A new actinopterygian, Cuneognathus gardineri new genus and species, is described from the Devonian (Famennian) Obrutschew Bjerg Formation of East Greenland on the basis of multiple incomplete specimens. Cuneognathus most closely resembles Limnomis from the Famennian Catskill Formation of Pennsylvania, and, like that taxon, is known exclusively from freshwater deposits. A cladistic analysis with an ingroup of 13 actinopterygians and an outgroup of five sarcopterygians explores the relationships between the new genus and some of its better-known Devonian contemporaries, and recovers the same four topologies regardless of the implementation of limited character ordering.

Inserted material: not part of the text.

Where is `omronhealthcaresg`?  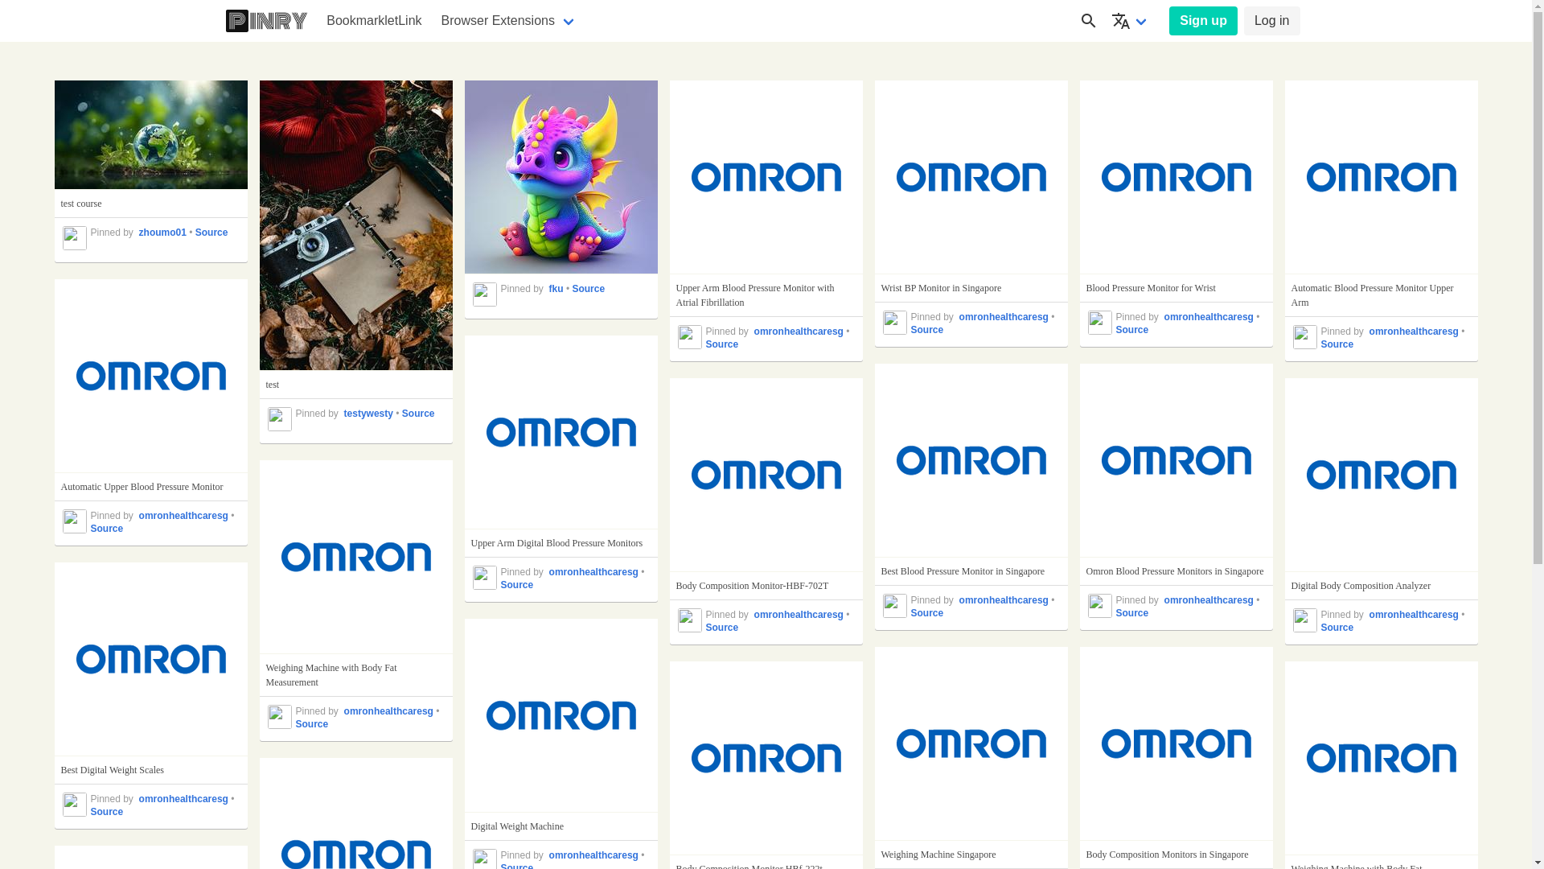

Cheirolepis is resolved as the most basal of well-known Devonian actinopterygians, consistent with a majority of previous studies. A novel sister-group relationship between Howqualepis and Tegeolepis is found in all trees. Disagreement between the most parsimonious cladograms is concentrated in a clade whose members are often informally referred to as ‘stegotrachelids.’ Cuneognathus and Limnomis are resolved as sister taxa within this large radiation along with the pairings of Moythomasia dugaringa plus M. nitida and Krasnoyarichthys plus Stegotrachelus. The arrangement of taxa is conserved when the enigmatic Dialipina is added to the analysis, although the reconstructed position of that genus above both Cheirolepis and Osorioichthys seems improbable. Our scheme of relationships suggests that actinopterygians invaded freshwater environments at least four times during the Devonian, while age constraints indicate that many of the cladogenic events between ingroup taxa included in this study occurred during or before the Givetian.
Abundant and diverse trace fossils occur in deposits, recording an Early Devonian transgression in Bolivia. The very well-exposed Presto-El Peral section is located in the Interandean Belt 50 km northeast of Sucre. Trace fossils can be assigned to five associations from nearshore to offshore environments (namely Skolithos, Diplocraterion, Altichnus, Palaeophycus, and Zoophycos associations). They clearly illustrate the different colonization phases of the benthos with increasing marine influence. A deeper-water Helminthopsis association occurs in other complementary sections on the Eastern Cordillera. Variation of bioturbation intensity, ichnodiversity, and preservation potential is evaluated. The morphology of traces, mainly deep burrows, shows a significant gradient related to the behavior of tracemakers and the environmental changes. Main trends are consistent with the Seilacherian bathymetric model which is detailed here and/or emended with a well-exposed field example. A precise correlation is proposed with fossil benthic associations dominated by brachiopods. The whole gives an accurate model for benthos colonization and benthic marine zonation.